The Melbourne Age on 29/10/1999 carried a story about the views put forward by Willian Ryan and Walter Pitman, geologists from Columbia University one of whom gave a public lecture at Melbourne University on his theory. Essentially the two geologists have established that the Black Sea was once a fresh-water lake with a water level 100 metres below the Bosporus. However, in 5600 BC rising sea levels as a consequence of glacial meltwater overflowed from the Mediterranean at a rate 200 times that of Niagara Falls today. At 15cm a day it flooded an area equal to England and Wales in a few years causing the population to flee to other areas. This is supposed to be the genesis of the story of Noah's Flood.
While it seems that the geological event described did take place,
there are a number of assumptions which make identification with
Noah's Flood doubtful or impossible in the form suggested. After
all, one must account for the global memory of a great flood,
as well as integrate the theory with other scientific disciplines,
and the Biblical data. Here the new theory falls down.
To account for the tradition, common to many peoples, of a massive
flood, Ryan and Morris claim that the Neolithic farmers who had
lived in Europe, Asia and North Africa at an earlier time had
migrated to the Black Sea region as a result of serious drought
elsewhere. The inundation of the Black Sea then dispersed them
and they carried with them the memory of 'the event which changed
history'. This is a scenario which does not mesh with what we
think we know of the Neolithic period from archaeology and other
disciplines.
Again, the Biblical picture is of a sudden flood associated with
rain, but Ryan and Pitman regard this as mere embellishment of
the original history.
To those who regard Noah's Flood as geographically universal,
the new theory offers no solution. Indeed, even to allow the possibility
of a date for the Flood of 5600 BC would be regarded by many as
2500 years earlier than justified by the Bible.
On the other hand, those representing the 19th century Protestant
orthodoxy of say the Free Church of Scotland tradition, as I do,
reject 'flood geology' and are comfortable with a Flood that is
universal in a sense or senses other than the geographical. But
this view still accepts the suddenness of the Flood and the involvement
of rain.
Two concluding points: (1) The tendency to regard the Biblical
and Mesopotamian Flood accounts as much the same is to be resisted.
There are parallels but also very significant differences. In
the Epic of Gilgamesh the gods bring the flood because the noise
of the humans disturbs them, but one of the gods (Enki) disagrees
and tips off Ut-Napishtim so that he built a cube shaped boat
with seven levels five times greater in capacity than Noah's ark,
and in which he was saved. The gods found the flood was greater
than they intended and they 'cowered like dogs' in its presence.
Afterwards they squabbled about the action of Enki.
(2) There are objections to the geographically universal model
of the flood which may be drawn from Scripture as well as other
data. Thus, Scripture shows not the slightest interest in explaining
how all the creatures were contained in the ark, but obviously
there were no more than could go on board through one door at
a week's notice and be cared for and fed by eight people. Further,
there is currently no satisfactory physical evidence of a flood
disrupting all civilisation in the ancient near east since 9000
BC, and few would want to place the Flood earlier than that.
However, the last word has not been spoken on the subject of the Flood in its physical aspects. Christians need to be careful not to read our more comprehensive knowledge of the entire globe into a narrative related to the region where Noah and his contempories lived. They also need to avoid anxiety to explain or, indeed, explain away, Biblical history through reconstructions from the past which can only be provisional at best.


§ **Problem requirements**
Copy, from the data below, each line that has the word "panel".

§ **Source data**
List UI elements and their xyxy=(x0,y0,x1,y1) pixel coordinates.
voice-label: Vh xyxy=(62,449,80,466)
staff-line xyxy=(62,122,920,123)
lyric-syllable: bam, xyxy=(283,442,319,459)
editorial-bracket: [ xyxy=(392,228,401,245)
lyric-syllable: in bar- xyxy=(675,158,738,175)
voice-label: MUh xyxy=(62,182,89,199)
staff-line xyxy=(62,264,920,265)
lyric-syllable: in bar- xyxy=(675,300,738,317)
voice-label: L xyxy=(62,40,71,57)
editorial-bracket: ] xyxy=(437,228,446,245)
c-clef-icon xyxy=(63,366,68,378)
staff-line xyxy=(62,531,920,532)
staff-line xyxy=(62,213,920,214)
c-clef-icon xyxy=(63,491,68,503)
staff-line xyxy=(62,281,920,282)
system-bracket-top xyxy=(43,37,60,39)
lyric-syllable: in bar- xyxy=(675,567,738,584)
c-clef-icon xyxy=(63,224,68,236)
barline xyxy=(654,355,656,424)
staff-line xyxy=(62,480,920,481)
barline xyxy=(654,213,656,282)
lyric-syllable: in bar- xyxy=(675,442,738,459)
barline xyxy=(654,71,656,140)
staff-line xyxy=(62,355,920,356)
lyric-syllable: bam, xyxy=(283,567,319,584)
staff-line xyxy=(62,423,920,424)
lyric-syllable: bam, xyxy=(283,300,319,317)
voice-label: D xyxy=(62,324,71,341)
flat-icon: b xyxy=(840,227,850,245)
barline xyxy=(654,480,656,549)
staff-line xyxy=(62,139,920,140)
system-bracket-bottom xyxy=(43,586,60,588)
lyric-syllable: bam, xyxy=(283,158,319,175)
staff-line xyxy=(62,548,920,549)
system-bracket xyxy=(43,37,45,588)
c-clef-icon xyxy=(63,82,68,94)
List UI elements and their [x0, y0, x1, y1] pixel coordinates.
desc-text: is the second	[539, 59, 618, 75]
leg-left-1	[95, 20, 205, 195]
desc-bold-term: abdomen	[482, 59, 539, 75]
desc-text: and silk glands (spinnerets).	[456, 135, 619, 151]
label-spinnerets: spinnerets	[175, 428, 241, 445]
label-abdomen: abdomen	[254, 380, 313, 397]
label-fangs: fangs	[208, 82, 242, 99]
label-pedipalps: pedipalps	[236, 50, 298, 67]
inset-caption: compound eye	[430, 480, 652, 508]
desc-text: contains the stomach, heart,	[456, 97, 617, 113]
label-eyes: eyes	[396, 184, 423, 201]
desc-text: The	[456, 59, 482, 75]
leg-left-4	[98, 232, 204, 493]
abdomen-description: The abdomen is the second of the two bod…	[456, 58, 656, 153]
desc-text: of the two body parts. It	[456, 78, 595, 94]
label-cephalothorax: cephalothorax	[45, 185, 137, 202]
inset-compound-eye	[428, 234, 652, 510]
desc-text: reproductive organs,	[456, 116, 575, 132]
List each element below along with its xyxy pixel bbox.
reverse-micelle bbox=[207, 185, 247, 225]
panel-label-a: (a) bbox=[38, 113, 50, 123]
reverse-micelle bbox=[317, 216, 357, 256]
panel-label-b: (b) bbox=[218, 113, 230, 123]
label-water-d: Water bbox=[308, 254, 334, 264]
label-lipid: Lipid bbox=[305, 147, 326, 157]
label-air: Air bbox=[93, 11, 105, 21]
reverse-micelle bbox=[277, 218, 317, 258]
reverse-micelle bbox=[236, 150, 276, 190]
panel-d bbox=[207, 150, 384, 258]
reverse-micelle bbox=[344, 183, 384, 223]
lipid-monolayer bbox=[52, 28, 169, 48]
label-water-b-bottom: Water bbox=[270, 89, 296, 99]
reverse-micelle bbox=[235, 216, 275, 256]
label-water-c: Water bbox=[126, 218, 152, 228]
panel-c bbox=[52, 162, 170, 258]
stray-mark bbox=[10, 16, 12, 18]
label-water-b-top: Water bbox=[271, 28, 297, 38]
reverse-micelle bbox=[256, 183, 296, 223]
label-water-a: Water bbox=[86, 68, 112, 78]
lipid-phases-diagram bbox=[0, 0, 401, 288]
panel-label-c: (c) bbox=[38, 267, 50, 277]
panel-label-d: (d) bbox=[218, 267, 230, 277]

§ **Exercise output**
panel-label-a: (a) bbox=[38, 113, 50, 123]
panel-label-b: (b) bbox=[218, 113, 230, 123]
panel-d bbox=[207, 150, 384, 258]
panel-c bbox=[52, 162, 170, 258]
panel-label-c: (c) bbox=[38, 267, 50, 277]
panel-label-d: (d) bbox=[218, 267, 230, 277]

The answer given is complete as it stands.